If you manage the infrastructure that sits behind a high traffic application you don’t want any surprises.  You want to understand your breaking points, define your capacity thresholds, and know how to react when those thresholds are exceeded.  Testing the production infrastructure with actual anticipated load levels is the only way to understand how things will behave when peak traffic arrives. 

For MySpace, the goal was to test an additional 1 million concurrent users on their live site stressing the new video features.  The key word here is ‘concurrent’.  Not over the course of an hour or day… 1 million users concurrently active on the site. It should be noted that 1 million virtual users are only a portion of what MySpace typically has on the site during its peaks.  They wanted to supplement the live traffic with test traffic to get an idea of the overall performance impact of the new launch on the entire infrastructure.  This requires a massive amount of load generation capability, which is where cloud computing comes into play. To do this testing, MySpace worked with SOASTA to use the cloud as a load generation platform. 

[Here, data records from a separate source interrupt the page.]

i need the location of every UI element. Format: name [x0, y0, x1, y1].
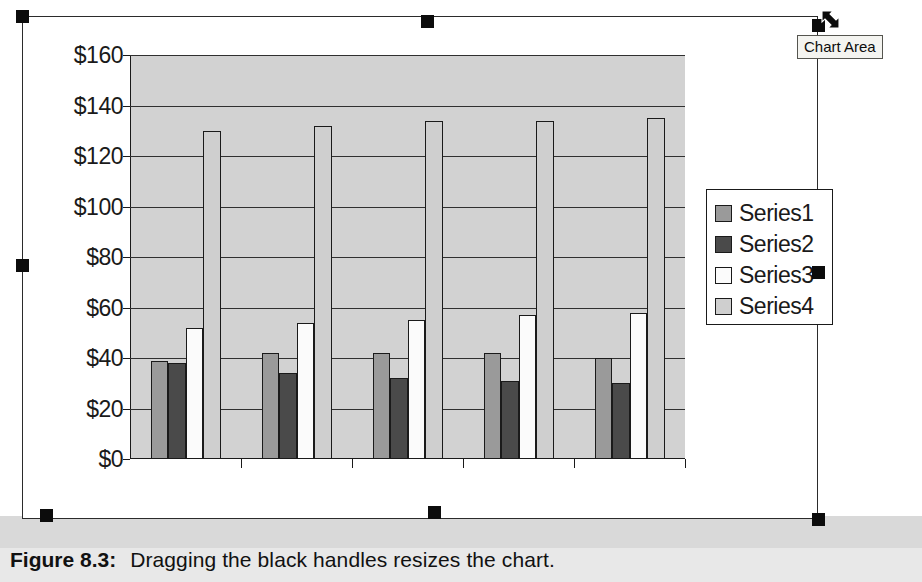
legend-item-label: Series1 [739, 200, 813, 227]
gridline [130, 55, 685, 56]
handle-bottom-left[interactable] [40, 509, 53, 522]
legend-item-label: Series2 [739, 231, 813, 258]
y-axis-tick [123, 308, 130, 309]
x-axis-tick [685, 459, 686, 468]
legend-item-series4[interactable]: Series4 [715, 291, 832, 322]
y-axis-tick [123, 55, 130, 56]
bar-series4-qtr-5[interactable] [314, 126, 332, 459]
bar-series1-qtr-7[interactable] [484, 353, 502, 459]
bar-series1-qtr-6[interactable] [373, 353, 391, 459]
bar-series4-qtr-8[interactable] [647, 118, 665, 459]
handle-middle-left[interactable] [16, 259, 29, 272]
handle-middle-right[interactable] [812, 266, 825, 279]
bar-series3-qtr-4[interactable] [186, 328, 204, 459]
bar-series1-qtr-8[interactable] [595, 358, 613, 459]
legend-item-series2[interactable]: Series2 [715, 229, 832, 260]
y-axis-tick-label: $140 [23, 92, 123, 119]
figure-container: $0$20$40$60$80$100$120$140$160 Qtr 4Qtr … [0, 0, 922, 582]
y-axis-tick [123, 409, 130, 410]
legend-item-series1[interactable]: Series1 [715, 198, 832, 229]
resize-diagonal-cursor-icon [819, 8, 843, 32]
x-axis-tick [241, 459, 242, 468]
bar-series1-qtr-4[interactable] [151, 361, 169, 459]
chart-legend[interactable]: Series1Series2Series3Series4 [706, 189, 833, 325]
y-axis-tick-label: $40 [23, 345, 123, 372]
y-axis-tick-label: $100 [23, 193, 123, 220]
y-axis-labels: $0$20$40$60$80$100$120$140$160 [11, 17, 123, 421]
chart-area[interactable]: $0$20$40$60$80$100$120$140$160 Qtr 4Qtr … [22, 16, 818, 519]
figure-caption-text: Dragging the black handles resizes the c… [130, 548, 555, 571]
chart-area-tooltip: Chart Area [797, 35, 883, 59]
x-axis-tick [463, 459, 464, 468]
legend-item-label: Series3 [739, 262, 813, 289]
y-axis-tick [123, 459, 130, 460]
bar-series2-qtr-6[interactable] [390, 378, 408, 459]
y-axis-tick-label: $80 [23, 244, 123, 271]
x-axis-tick [574, 459, 575, 468]
x-axis-tick [352, 459, 353, 468]
bar-series4-qtr-4[interactable] [203, 131, 221, 459]
handle-bottom-center[interactable] [428, 506, 441, 519]
y-axis-tick [123, 358, 130, 359]
legend-swatch-icon [715, 267, 732, 284]
y-axis-tick-label: $160 [23, 42, 123, 69]
y-axis-tick-label: $60 [23, 294, 123, 321]
bar-series3-qtr-5[interactable] [297, 323, 315, 459]
plot-frame[interactable] [130, 55, 685, 459]
bar-series3-qtr-6[interactable] [408, 320, 426, 459]
bar-series3-qtr-8[interactable] [630, 313, 648, 459]
figure-number: Figure 8.3: [10, 548, 116, 571]
legend-swatch-icon [715, 298, 732, 315]
handle-top-center[interactable] [421, 15, 434, 28]
legend-item-label: Series4 [739, 293, 813, 320]
bar-series2-qtr-4[interactable] [168, 363, 186, 459]
legend-swatch-icon [715, 205, 732, 222]
bar-series4-qtr-6[interactable] [425, 121, 443, 459]
gridline [130, 106, 685, 107]
bar-series2-qtr-5[interactable] [279, 373, 297, 459]
y-axis-tick-label: $120 [23, 143, 123, 170]
figure-caption: Figure 8.3:Dragging the black handles re… [10, 548, 555, 572]
legend-swatch-icon [715, 236, 732, 253]
handle-bottom-right[interactable] [812, 513, 825, 526]
y-axis-tick-label: $0 [23, 446, 123, 473]
y-axis-tick [123, 207, 130, 208]
bar-series1-qtr-5[interactable] [262, 353, 280, 459]
bar-series2-qtr-8[interactable] [612, 383, 630, 459]
bar-series3-qtr-7[interactable] [519, 315, 537, 459]
y-axis-tick [123, 257, 130, 258]
bar-series4-qtr-7[interactable] [536, 121, 554, 459]
y-axis-tick-label: $20 [23, 395, 123, 422]
bar-series2-qtr-7[interactable] [501, 381, 519, 459]
handle-top-left[interactable] [16, 10, 29, 23]
y-axis-tick [123, 156, 130, 157]
y-axis-tick [123, 106, 130, 107]
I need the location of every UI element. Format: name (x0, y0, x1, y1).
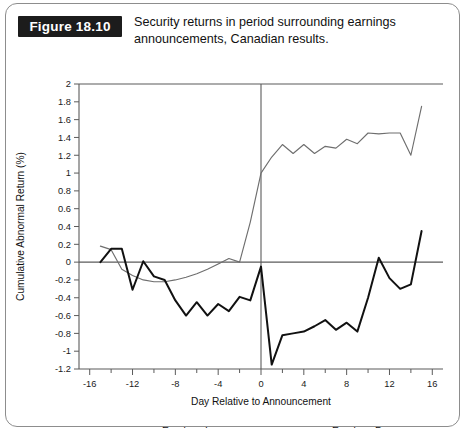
x-tick-label: -4 (214, 379, 222, 389)
figure-card: Figure 18.10 Security returns in period … (5, 3, 460, 427)
x-axis: -16-12-8-40481216 (79, 369, 443, 389)
figure-caption-line-1: Security returns in period surrounding e… (134, 15, 396, 29)
x-axis-title: Day Relative to Announcement (191, 396, 331, 407)
y-axis-title: Cumulative Abnormal Return (%) (15, 152, 26, 301)
x-tick-label: 0 (258, 379, 263, 389)
legend-label-earnings-decreases: Earnings Decreases (332, 426, 424, 428)
figure-number-badge: Figure 18.10 (18, 16, 122, 37)
x-tick-label: 16 (427, 379, 437, 389)
y-tick-label: -1.2 (55, 364, 71, 374)
y-tick-label: 1.2 (58, 151, 71, 161)
legend-label-earnings-increases: Earnings Increases (162, 426, 249, 428)
x-tick-label: -8 (171, 379, 179, 389)
reference-lines (79, 84, 443, 369)
x-tick-label: -16 (83, 379, 96, 389)
y-tick-label: -0.4 (55, 293, 71, 303)
y-tick-label: -0.2 (55, 275, 71, 285)
x-tick-label: 12 (384, 379, 394, 389)
figure-caption-line-2: announcements, Canadian results. (134, 32, 329, 46)
y-tick-label: 1.8 (58, 97, 71, 107)
figure-caption: Security returns in period surrounding e… (134, 14, 443, 47)
line-chart: -1.2-1-0.8-0.6-0.4-0.200.20.40.60.811.21… (6, 60, 461, 428)
y-tick-label: 0.4 (58, 222, 71, 232)
y-tick-label: 1.6 (58, 115, 71, 125)
y-tick-label: -0.6 (55, 311, 71, 321)
x-tick-label: 8 (344, 379, 349, 389)
y-tick-label: 2 (66, 79, 71, 89)
y-tick-label: -1 (63, 346, 71, 356)
y-tick-label: 0.2 (58, 240, 71, 250)
y-tick-label: 1 (66, 168, 71, 178)
x-tick-label: 4 (301, 379, 306, 389)
y-tick-label: -0.8 (55, 329, 71, 339)
y-tick-label: 1.4 (58, 133, 71, 143)
y-tick-label: 0.6 (58, 204, 71, 214)
chart-legend: Earnings IncreasesEarnings Decreases (126, 426, 424, 428)
y-tick-label: 0 (66, 257, 71, 267)
figure-header: Figure 18.10 Security returns in period … (18, 14, 447, 60)
x-tick-label: -12 (126, 379, 139, 389)
y-tick-label: 0.8 (58, 186, 71, 196)
chart-plot-area: -1.2-1-0.8-0.6-0.4-0.200.20.40.60.811.21… (6, 60, 461, 428)
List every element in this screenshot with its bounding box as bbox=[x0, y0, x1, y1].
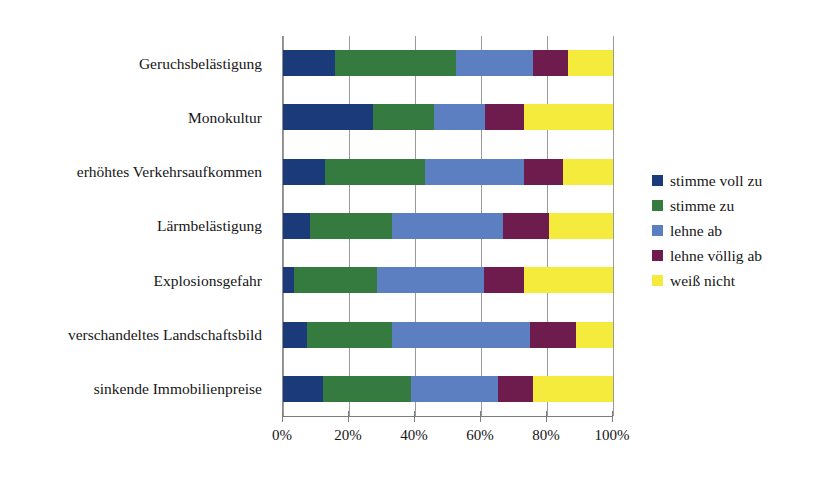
x-axis-line bbox=[282, 416, 613, 417]
bar-segment[interactable] bbox=[485, 104, 524, 130]
category-label: Monokultur bbox=[0, 109, 272, 126]
category-label: Geruchsbelästigung bbox=[0, 55, 272, 72]
stacked-bar-chart: Geruchsbelästigung Monokultur erhöhtes V… bbox=[0, 0, 825, 484]
bar-row[interactable] bbox=[283, 159, 613, 185]
bar-segment[interactable] bbox=[283, 213, 310, 239]
legend-swatch-icon bbox=[652, 250, 663, 261]
bar-row[interactable] bbox=[283, 213, 613, 239]
legend-label: weiß nicht bbox=[670, 272, 735, 290]
bar-segment[interactable] bbox=[563, 159, 613, 185]
bar-segment[interactable] bbox=[392, 213, 503, 239]
bar-segment[interactable] bbox=[568, 50, 613, 76]
bar-row[interactable] bbox=[283, 267, 613, 293]
legend-item[interactable]: lehne ab bbox=[652, 218, 822, 243]
bar-segment[interactable] bbox=[335, 50, 456, 76]
legend-swatch-icon bbox=[652, 225, 663, 236]
category-label: Explosionsgefahr bbox=[0, 272, 272, 289]
bar-segment[interactable] bbox=[549, 213, 613, 239]
x-axis-tick-label: 0% bbox=[272, 427, 292, 444]
bar-segment[interactable] bbox=[456, 50, 533, 76]
bar-segment[interactable] bbox=[498, 376, 533, 402]
legend: stimme voll zustimme zulehne ablehne völ… bbox=[652, 168, 822, 293]
legend-item[interactable]: weiß nicht bbox=[652, 268, 822, 293]
category-label: sinkende Immobilienpreise bbox=[0, 380, 272, 397]
legend-swatch-icon bbox=[652, 175, 663, 186]
bar-row[interactable] bbox=[283, 322, 613, 348]
plot-area bbox=[282, 36, 613, 416]
bar-segment[interactable] bbox=[503, 213, 549, 239]
bar-segment[interactable] bbox=[283, 322, 307, 348]
bar-segment[interactable] bbox=[411, 376, 498, 402]
legend-label: stimme zu bbox=[670, 197, 734, 215]
bar-segment[interactable] bbox=[307, 322, 392, 348]
legend-label: lehne ab bbox=[670, 222, 722, 240]
bar-segment[interactable] bbox=[283, 104, 373, 130]
bar-segment[interactable] bbox=[484, 267, 524, 293]
bar-segment[interactable] bbox=[576, 322, 613, 348]
bar-segment[interactable] bbox=[524, 104, 613, 130]
legend-label: stimme voll zu bbox=[670, 172, 762, 190]
bar-row[interactable] bbox=[283, 104, 613, 130]
legend-item[interactable]: lehne völlig ab bbox=[652, 243, 822, 268]
bar-segment[interactable] bbox=[325, 159, 425, 185]
x-axis-tick-label: 60% bbox=[466, 427, 494, 444]
bar-segment[interactable] bbox=[283, 50, 335, 76]
bar-segment[interactable] bbox=[425, 159, 524, 185]
category-label: erhöhtes Verkehrsaufkommen bbox=[0, 163, 272, 180]
legend-swatch-icon bbox=[652, 200, 663, 211]
legend-label: lehne völlig ab bbox=[670, 247, 762, 265]
bar-segment[interactable] bbox=[434, 104, 485, 130]
gridline bbox=[613, 36, 614, 416]
bar-series-group bbox=[283, 36, 613, 416]
legend-swatch-icon bbox=[652, 275, 663, 286]
bar-segment[interactable] bbox=[533, 50, 568, 76]
x-axis-tick-label: 80% bbox=[532, 427, 560, 444]
bar-segment[interactable] bbox=[524, 267, 613, 293]
bar-segment[interactable] bbox=[373, 104, 433, 130]
bar-segment[interactable] bbox=[524, 159, 563, 185]
legend-item[interactable]: stimme voll zu bbox=[652, 168, 822, 193]
x-axis-tick-label: 100% bbox=[595, 427, 630, 444]
x-axis-tick-label: 20% bbox=[334, 427, 362, 444]
category-label: Lärmbelästigung bbox=[0, 217, 272, 234]
bar-segment[interactable] bbox=[283, 267, 294, 293]
bar-segment[interactable] bbox=[377, 267, 484, 293]
category-label: verschandeltes Landschaftsbild bbox=[0, 326, 272, 343]
bar-segment[interactable] bbox=[294, 267, 377, 293]
bar-segment[interactable] bbox=[283, 159, 325, 185]
x-axis-tick-label: 40% bbox=[400, 427, 428, 444]
bar-segment[interactable] bbox=[323, 376, 411, 402]
bar-row[interactable] bbox=[283, 50, 613, 76]
bar-segment[interactable] bbox=[310, 213, 392, 239]
bar-segment[interactable] bbox=[283, 376, 323, 402]
bar-segment[interactable] bbox=[392, 322, 530, 348]
bar-segment[interactable] bbox=[530, 322, 576, 348]
legend-item[interactable]: stimme zu bbox=[652, 193, 822, 218]
bar-segment[interactable] bbox=[533, 376, 613, 402]
category-axis-labels: Geruchsbelästigung Monokultur erhöhtes V… bbox=[0, 36, 272, 416]
bar-row[interactable] bbox=[283, 376, 613, 402]
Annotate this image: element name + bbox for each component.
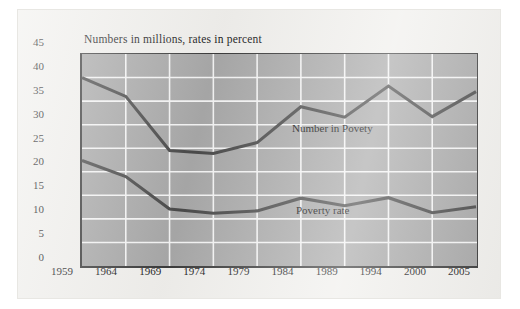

Here are the details of the load that was generated during testing.  All numbers relate to the test traffic from virtual users and do not include the metrics for live users:

  • 1 million concurrent virtual users
  • Test cases split between searching for and watching music videos, rating videos, adding videos to favorites, and viewing artist’s channel pages
  • Transfer rate of 16 gigabits per second
  • 6 terabytes of data transferred per hour
  • Over 77,000 hits per second, not including live traffic
  • 800 Amazon EC2 large instances used to generate load (3200 cloud computing cores)

Test Environment Architecture 

SOASTA CloudTest™  manages calling out to cloud providers, in this case Amazon, and provisioning the servers for testing.  The process for grabbing 800 EC2 instances took less than 20 minutes.  Calls we made to the Amazon EC2 API and requests servers in chunks of 25.  In this case, the team was requesting EC2 Large instances with the following specs to act as load generators and results collectors: 

  • 7.5 GB memory 
  • 4 EC2 Compute Units (2 virtual CPU cores with 2 EC2 Compute Units each) 
  • 850 GB instance storage (2×420 GB plus 10 GB root partition) 
  • 64-bit platform
  • Fedora Core 8 
  • In addition, there were 2 EC2 Extra-Large instances to act as the test controller instance and the results database with the following specs: 
  • 15 GB memory 
  • 8 EC2 Compute Units (4 virtual cores with 2 EC2 Compute Units each) 
  • 1,690 GB instance storage (4×420 GB plus 10 GB root partition) 
  • 64-bit platform
  • Fedora Core 8
  • PostgreSQL Database 

Once it has all of the servers that it needs for testing it begins doing health checks on them to ensure that they are responding and stable.  As it finds dead servers it discards them and requests additional servers to fill in the gaps.  Provisioning the infrastructure was relatively easy.  The diagram (figure 1.) below shows how the test cloud on EC2 was set up to push massive amounts of load into MySpace’s datacenters.